Global operators are upbeat about market conditions, with 82% expressing optimism about their 2026 outlook. But the positivity comes as the sector implements sweeping changes to quickly adapt to the rise of AI and new trade barriers. 

Just over half of the global suppliers surveyed deployed new technology in the last year, half added new risk monitoring systems, and 48% increased safety stock in response to supply chain disruptions.

Prologis contracted The Harris Poll to conduct the survey between Aug. 10 and Aug. 15. The survey reached 1,816 senior leaders who “play pivotal roles in their organizations.” Roughly 28% of the respondents were U.S.-based, with the remaining evenly split between executives in the UK, Germany, India, China and Mexico. 

Global supply chains are shifting away from chasing the cheapest labor and are instead regionalizing supply chains to build resilience, the report found. More than three-quarters of respondents said their firms were already implementing regional networks that were fully self-sufficient. 

Energy has emerged as the key pressure point for the industry, with 89% of firms experiencing energy disruptions in the last year, including from price volatility and weather-driven outages, and 83% of executives said access to power will spur the next major supply chain crisis. 

Reliable power has become a key site selection consideration for 40% of supply chain leaders as the widespread adoption of AI models strains global grids. In the U.S., the same data center operators that are causing the power crunch are also shifting their site selection to prioritize reliable power. 

“Energy is the new fault line in global supply chains,” Susan Uthayakumar, chief energy and sustainability officer at Prologis, said in a statement. “The companies that solve for energy resilience will be the ones that stay ahead.”

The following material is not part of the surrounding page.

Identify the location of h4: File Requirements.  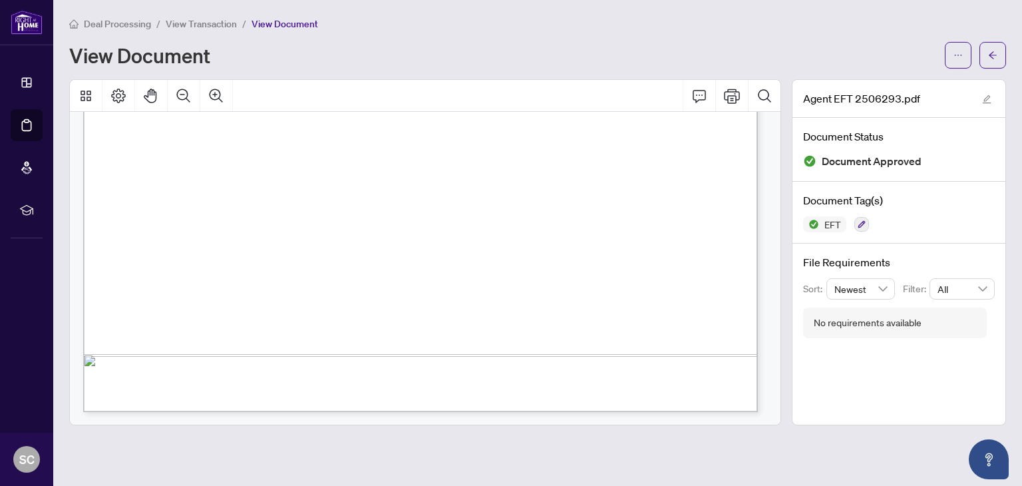
(899, 262).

While operators are making strategy decisions based on energy availability, their near-term concerns are more reflective of the ongoing rebalancing of global trade. 

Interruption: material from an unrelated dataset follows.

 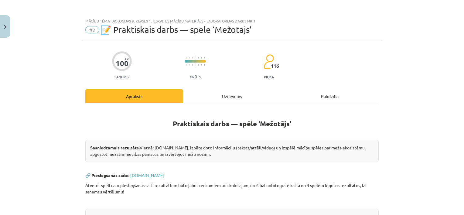 I want to click on div: Palīdzība, so click(x=330, y=96).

Operators’ top three concerns for 2026 were economic volatility, tariff increases and geopolitical instability, which was tied with cybersecurity threats. Energy reliability and cost ranked fourth. 

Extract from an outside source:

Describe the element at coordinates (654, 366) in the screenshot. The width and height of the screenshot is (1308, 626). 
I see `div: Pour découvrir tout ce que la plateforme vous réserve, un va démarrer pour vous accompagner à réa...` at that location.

The uncertainty is helping accelerate a trend toward regionalization that was spurred by the pandemic. AI is helping facilitate deglobalization and is one of the three top planned capital investments for 75% of supply chain operators in 2026, dwarfing any other investment priority.

Automation and robotics, energy efficiency and supplier investment trail, with each being a key focus of 2026 capital expenditures for between 35% and 40% of firms.